> Problem details
Could you return all of the entries below exactly, minus the pictures?

> Extracted material

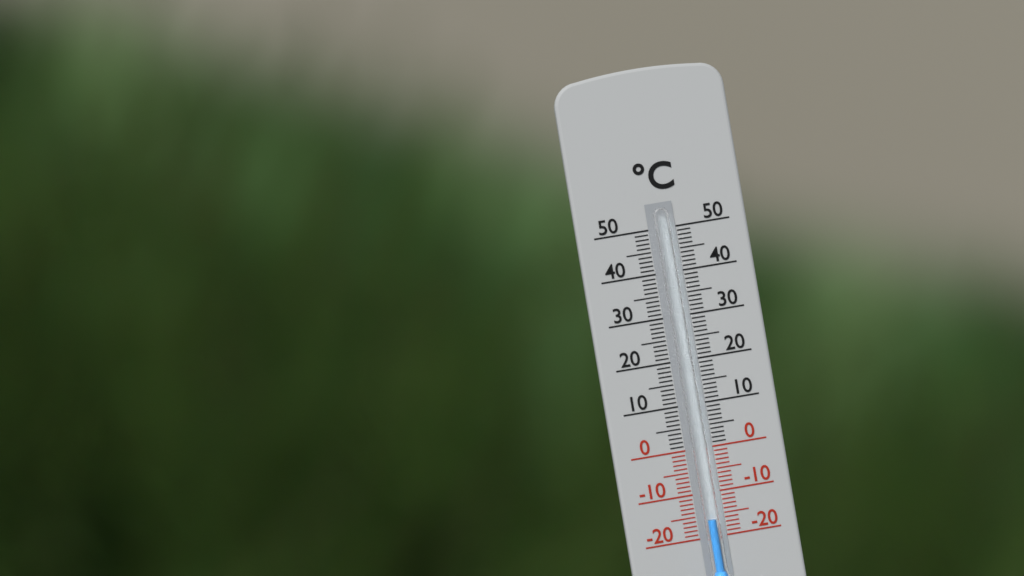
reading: -16 °C
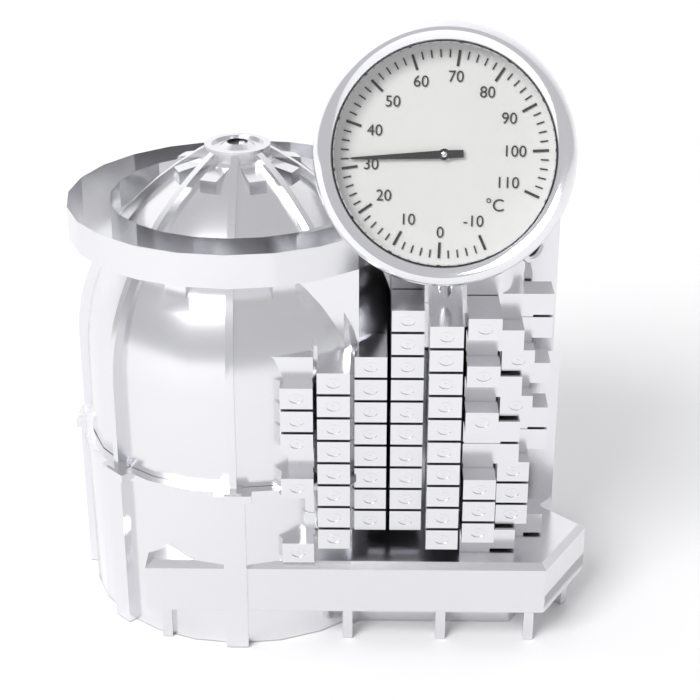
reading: 32 °C
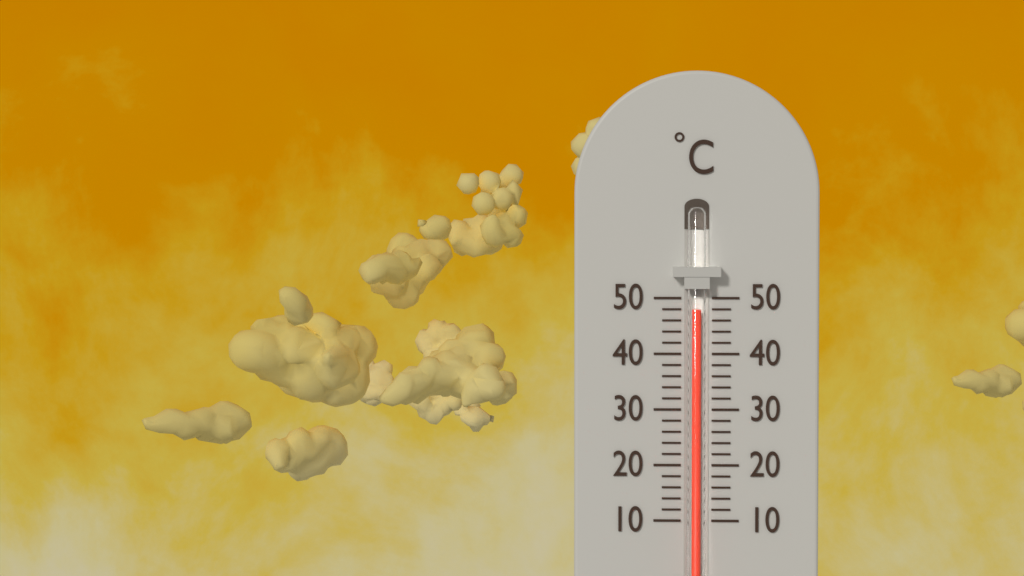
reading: 48 °C
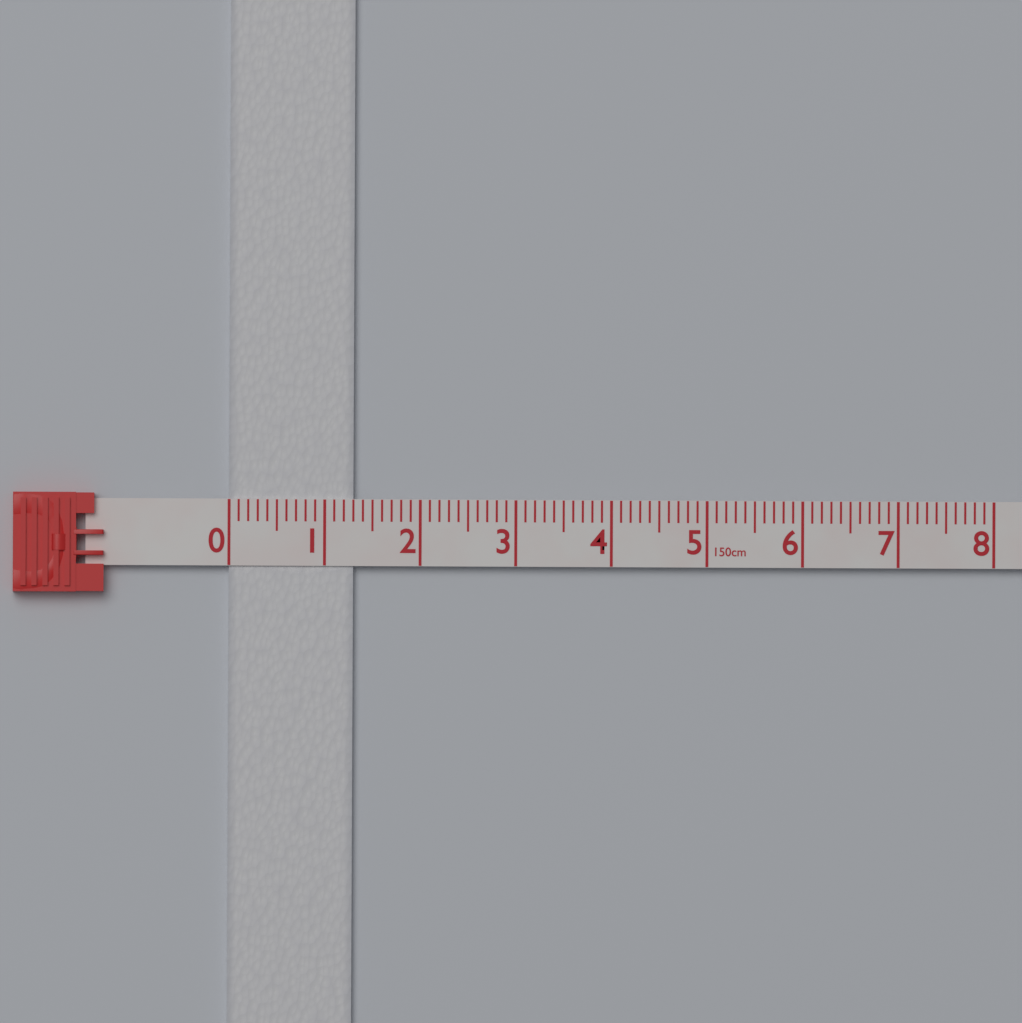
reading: 1.3 cm
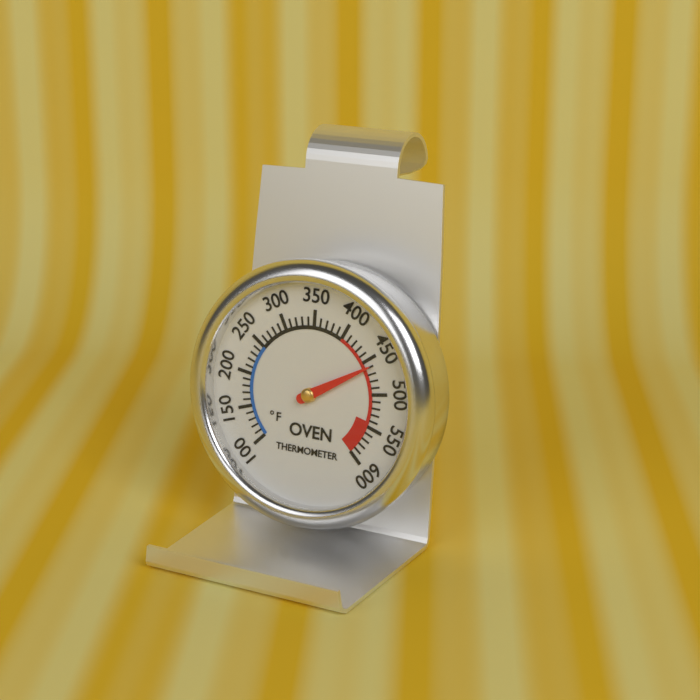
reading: 460 °F
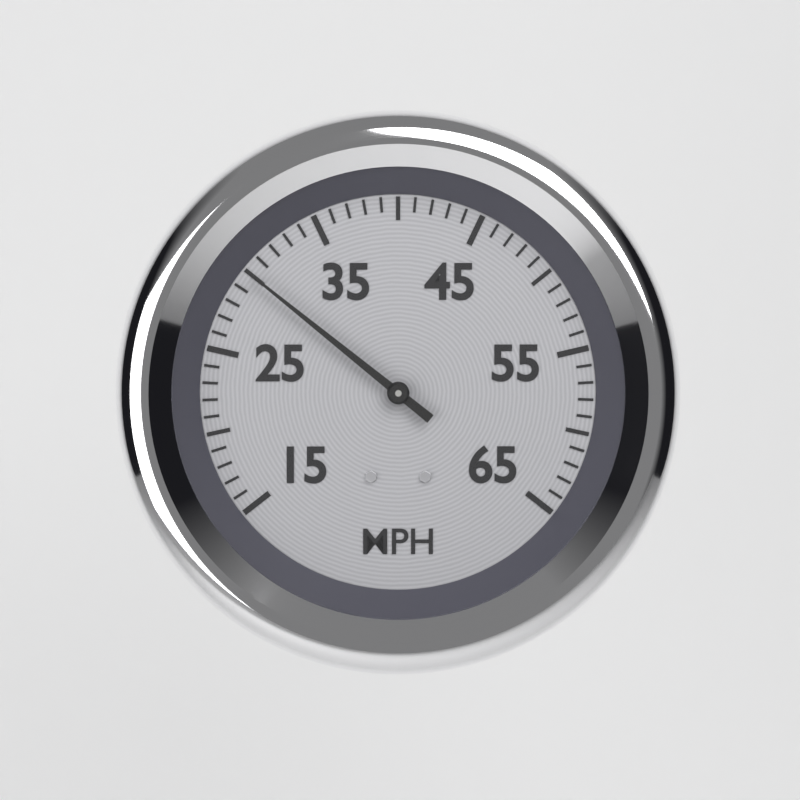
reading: 30 MPH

> Solution to the exercise
reading: -16 °C
reading: 32 °C
reading: 48 °C
reading: 1.3 cm
reading: 460 °F
reading: 30 MPH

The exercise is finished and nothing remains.